When he asks us to join him for some call-and-response chanting, a dreadlocked white dude sitting on the floor assumes the lotus position. "lum lum lum lum lum-a-lum lum," sings Laraaji. The balding bloke in the Adidas top sitting next to me is having none of it. Laraaji thrums upon his strings, processing the sound through fog banks of reverb, chorus, and phasing effects. The music has a vague, fleeting quality, as if glimpsed through a rearview mirror. It seems to elude one's grasp.

As it comes to an end, quite a few people are lying down (I'm unsure quite how many are floating on the ceiling) and I'm surprised to discover it lasted as long as a feature film. If someone had told me it lasted anything from 20 minutes to eight hours, I would probably have believed them.

The following day, on my way to the airport, I find myself pondering what, finally, it is that makes Out Fest so special, so precious in an already saturated European festival scene. Ultimately, I think it comes to down to the event's rootedness in the community of this town where you could buy a house outright for less than the price of a deposit on a one-bed flat in London.

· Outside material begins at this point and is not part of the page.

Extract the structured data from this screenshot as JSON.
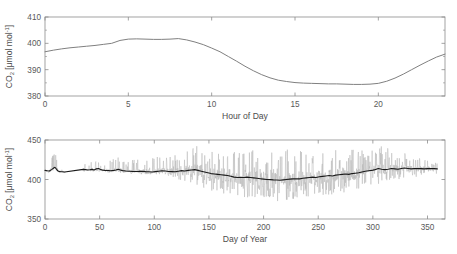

The organisers of this festival were born here in Barreiro, they grew up here. From its first incarnation, local artists have figured highly on the bill. The emphasis on having international guests like Eddie Prévost and Russell Haswell run workshops during the day when no concerts take place, nurtures an already rich local scene. At least one of the bands playing this year first met during Carla Bozulich's workshop at last year's festival. Throughout the year, the Out.Ra association that organise the festival run projects to restore rundown and abandoned schools in the city to become new cultural venues.

"I think that through the years we have mostly been unearthing the potential which has been there since the beginning," Rui Damso tells me, "both in terms of the music and of the interaction between the city and the festival. It's mostly been a process of learning and figuring out how to keep this identity whose seeds where there since the beginning but had to be tried out and developed, which has led us to have a very professional and careful outlook on each edition. I'd say that now, twelve years after, it's very clear in our minds that the festival's core identity is to mirror the attitude that's present in the music: to try new solutions, to explore the spaces, to rearrange its building blocks, to be unique."